Marcie Ray is an Assistant Professor of Musicology at Michigan State University. She holds degrees from the University of Texas (B.M. in Vocal Performance) and the University of California, Los Angeles (M.A. and Ph.D.). She teaches a number of courses that align with her research interests: music of the Baroque and eighteenth century; the history of opera; music, gender, and sexuality; and graduate seminars on music and violence, as well as music and identity. Her research has been published in Música em Perspectiva (2013), American Music (2014), a collection of essays entitled The Libretto as Enlightenment Text (2015), and is forthcoming in Early Music (2016).

Colleen Renihan

Colleen Renihan is Assistant Professor of Music (CLA) at the School of Fine Arts and Music, University of Guelph. Her research has been published in The Journal of the Society for American Music, twentieth-century music, Music, Sound, and the Moving Image, as well as in several edited collections.

Sam L. Richards

Sam L. Richards is a Visiting Professor of Music Theory and Composition at Brigham Young University. He is a theorist, composer, artist, and researcher and has presented research on music theory pedagogy and interdisciplinary collaboration at numerous national and international conferences.
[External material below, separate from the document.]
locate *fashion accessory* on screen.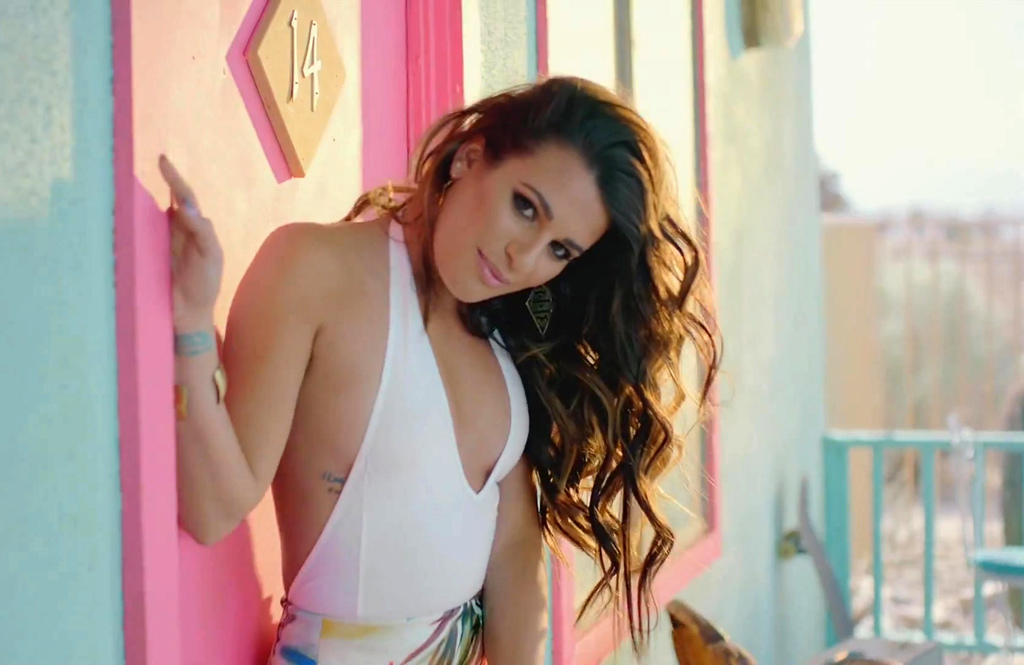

His research interests include pedagogy, processes of canonization, quotation, and postmodernism.

Amanda L. Scherbenske

Amanda L. Scherbenske, PhD (Wesleyan University) is an ethnomusicologist whose research spans American and East European Jewish musics, with theoretical interests in musical multiplicity, space and place, affective labor, and genre construction. Her work has been published in Ethnomusicology, Yearbook for Traditional Music, American Music Review, and MUSICultures, among others. Her current book project, Resounding Multiplicity: New York Improviser-Composers and the Politics of Belonging, is an ethnographic and social study of contemporary avant-garde, jazz, and experimental musicians who perform across a variety of overlapping scenes and art worlds. She teaches undergraduate courses in ethnomusicology, world music, and music humanities.

Peter Schubert

Peter Schubert teaches at McGill’s Schulich School of Music and conducts VivaVoce. With Massimiliano Guido, he recently organized conferences in Venice and Montreal on historical improvisation. His “From Improvisation to Composition” recently appeared in the Collected Writings of the Orpheus Institute Series.

Christopher Segall

Christopher Segall is Assistant Professor of Music Theory at the College-Conservatory of Music, University of Cincinnati. His research has been published in the Journal of Musicology, Music Theory Online, and Theory and Practice.

Daniel B. Stevens

Daniel B. Stevens is Assistant Professor of Music Theory at the University of Delaware, where he teaches core theory courses, keyboard harmony, and graduate seminars. As an Assessment Fellow at the University of Delaware, he designed and implemented a music ePortfolio used by all undergraduate majors. His research focuses on performance analysis, Brahms studies, and music theory pedagogy, and he has several publications forthcoming in Music Theory Pedagogy Online.

Alexa Woloshyn

Alexa Woloshyn, PhD (University of Toronto) is a musicologist specializing in electroacoustic music, Aboriginal avant-garde and dance music, and contemporary vocal music. Recent articles on electroacoustic composers Robert Normandeau and Hildegard Westerkamp have appeared in Circuit: Musiques contemporaines and eContact!.